Testing your .NET code without paying a gazillion dollars for analysis software - Part II: Getting Started with SonarQube
SonarQube is an open-source quality analysis platform that supports more than 20 programming languages. C# is one of them.
NOTE: SonarQube requires the Java JDK to run, which you can get here.
Download the base installer and Sonar Runner from http://www.sonarqube.org/downloads/. Unzip them wherever you like. I put mine at D:\Tools\SonarQube and D:\Tools\SonarRunner.
Create a text file called sonar-project.properties in the same directory as your project or solution. A basic example is below to get you started:
# Required metadata
sonar.projectKey=test:myproject
sonar.projectName=MyTestProject
sonar.projectVersion=1.0
# Specify the source code location (e.g. "./source/project")
sonar.sources=.
# Encoding of the source code
sonar.sourceEncoding=UTF-8
Fire up StartSonar.bat. Since I have a 64-bit machine, my batch file lives at \SonarQube\bin\windows-x86-64. Open a web browser and navigate to http://localhost:9000, which is the default URL served up by SonarQube.
Login at the top right using admin/admin as the credentials. Go to Settings > Update Center, scroll down to languages and click C#, then Install:
You'll need to restart SonarQube for that to take effect. Restart it by hitting CTRL+C in the command prompt window hosting the session to kill the job, then run StartSonar.bat again.
Now that SonarQube is set up and our properties file is in place, we just need to run the analysis. The easiest way to do that is to add the path to SonarRunner/bin to your PATH environment variable so you can run it from anywhere.
Then, it's just a matter of opening a prompt, going to the directory where the .properties file is, and entering:
sonar-runner
Go back to the SonarQube web dashboard, and it will be populated with data. Subsequent runs of the analysis will show trends - like a downward arrow if your complexity is lower.
Changing the metadata in the sonar-project.properties file will impact how the data appears in the dashboard. Use a different project key and name for each project to be able to see all of them at a glance.
Like most analysis tools, there are default rules that you likely won't care about, but this is an excellent tool to target areas for refactoring as well as a starting point for a code review.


=== ABOUT THIS EXERCISE ===
Return only those lines of the records below in which "Image" appears.

[GIVEN DATA — start]

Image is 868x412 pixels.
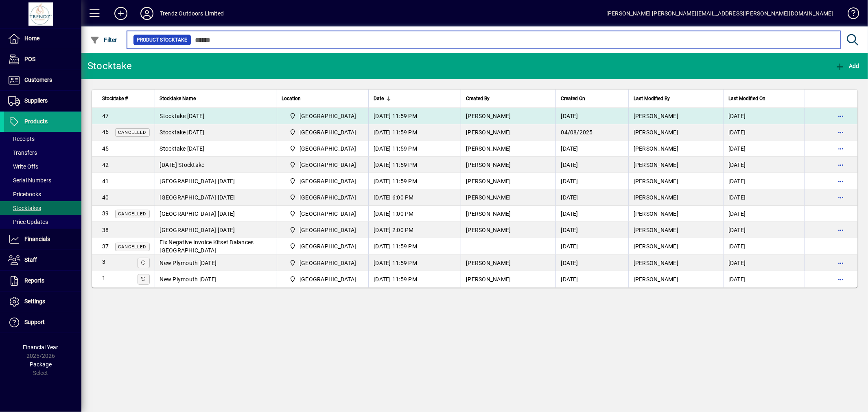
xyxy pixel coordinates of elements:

[GIVEN DATA — finish]
[GIVEN DATA — start]

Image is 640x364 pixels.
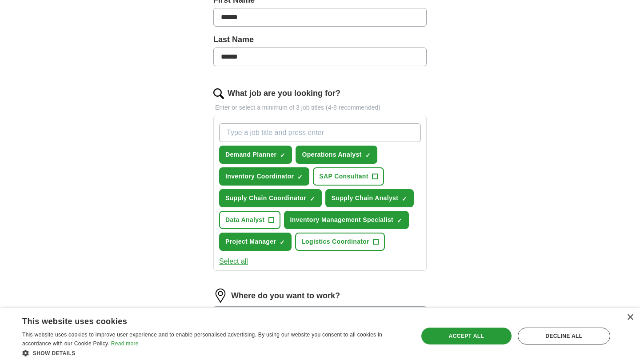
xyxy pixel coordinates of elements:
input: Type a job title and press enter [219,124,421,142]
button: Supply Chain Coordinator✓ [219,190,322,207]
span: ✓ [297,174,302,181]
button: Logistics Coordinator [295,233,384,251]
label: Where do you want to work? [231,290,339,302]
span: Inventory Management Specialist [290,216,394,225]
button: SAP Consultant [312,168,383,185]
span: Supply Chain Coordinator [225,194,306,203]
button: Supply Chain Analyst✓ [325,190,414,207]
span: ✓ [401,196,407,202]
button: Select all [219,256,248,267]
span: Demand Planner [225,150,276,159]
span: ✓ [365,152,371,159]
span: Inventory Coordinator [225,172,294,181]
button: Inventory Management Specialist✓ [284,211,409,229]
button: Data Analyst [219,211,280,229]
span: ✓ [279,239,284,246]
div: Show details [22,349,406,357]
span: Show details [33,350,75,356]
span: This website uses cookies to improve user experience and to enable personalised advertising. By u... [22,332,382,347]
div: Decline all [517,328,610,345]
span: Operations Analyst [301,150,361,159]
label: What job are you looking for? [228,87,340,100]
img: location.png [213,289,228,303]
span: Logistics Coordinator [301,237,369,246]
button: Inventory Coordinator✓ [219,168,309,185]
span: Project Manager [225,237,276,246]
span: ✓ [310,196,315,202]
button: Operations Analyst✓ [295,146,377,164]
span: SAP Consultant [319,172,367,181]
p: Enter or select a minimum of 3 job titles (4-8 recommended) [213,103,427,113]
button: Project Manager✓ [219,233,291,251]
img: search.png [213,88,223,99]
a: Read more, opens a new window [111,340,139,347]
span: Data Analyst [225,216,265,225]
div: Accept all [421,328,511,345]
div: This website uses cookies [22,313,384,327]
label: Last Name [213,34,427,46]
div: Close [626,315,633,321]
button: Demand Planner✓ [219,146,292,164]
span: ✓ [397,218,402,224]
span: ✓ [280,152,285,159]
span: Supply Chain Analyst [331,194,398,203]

[GIVEN DATA — finish]

=== TASK SOLUTION ===
Image is 868x412 pixels.
Image is 640x364 pixels.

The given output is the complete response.